Curtin University has begun rolling out Microsoft's cloud-based Office365 suite to 10,000 staff in the first public move by an Australian customer ahead of the product's official launch next week.
The university began replacing on-premise Exchange services this week with internal and Microsoft staff, along with some consultation from integrator Dimension Data.
Implementation was expected to take up to four months, beginning with trials of less than 100 pilot users in the IT department to iron out "complex variations", including those using shared folders and calendars, those with personal assistants and non-traditional email users.
Curtin CIO Peter Nikoletatos said once implementation was completed, staff would be given the option of using the Office 2010 software deployed last year or the web-based productivity applications.
"We think that the richness of the Office online experience in the cloud will naturally take its course," he said. "We're starting to see that already with Live@edu where students are already using a lot of the function points in the Office products online. We think staff will naturally go down that path as well."
The move, four months in the making, came after the university ditched trials of the Business Productivity Online Suite previously pushed by Microsoft on the software giant's advice.
Microsoft had trialled the cloud-based productivity suite with several Australian and companies spanning 60 to 3,000 user samples since the beginning of the year, and was expected to reveal launch customers at an official event next week.
One trial customer had migrated staff across multiple countries to the service.
Though the university typically licensed Microsoft products through a shared arrangement with university IT body Council of Australian University Directors of Information Technology (CAUDIT), Nikoletatos said Curtin had gone alone for the licensing costs on Office365 as a point of differentiation from other educational bodies.
License costs wouldn't change significantly, he said.
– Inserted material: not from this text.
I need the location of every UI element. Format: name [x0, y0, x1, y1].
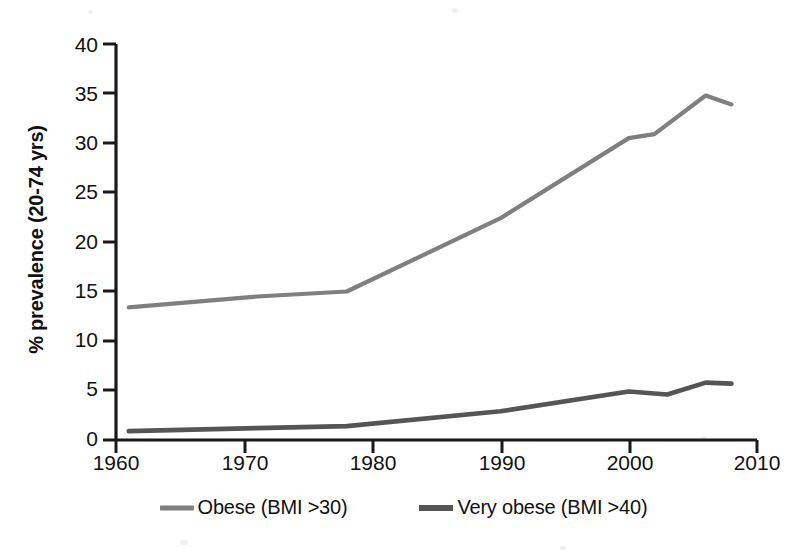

Curtin has previously moved its 50,000-strong student base and 150,000 registered alumni to Microsoft's Live@edu cloud suite hosted in the same Singapore data centre as the Office365 product.
Nikoletatos said the implementation was the latest addition in the university's "adventure to the cloud and beyond" which also included building an internal private cloud on Virtual Compute Environment infrastructure, along with Optus' own private cloud for infrastructure-as-a-service.
The institution was also looking to adopt VMware's Cloud Foundry platform for Java applications and Microsoft's Windows Azure platform for other development.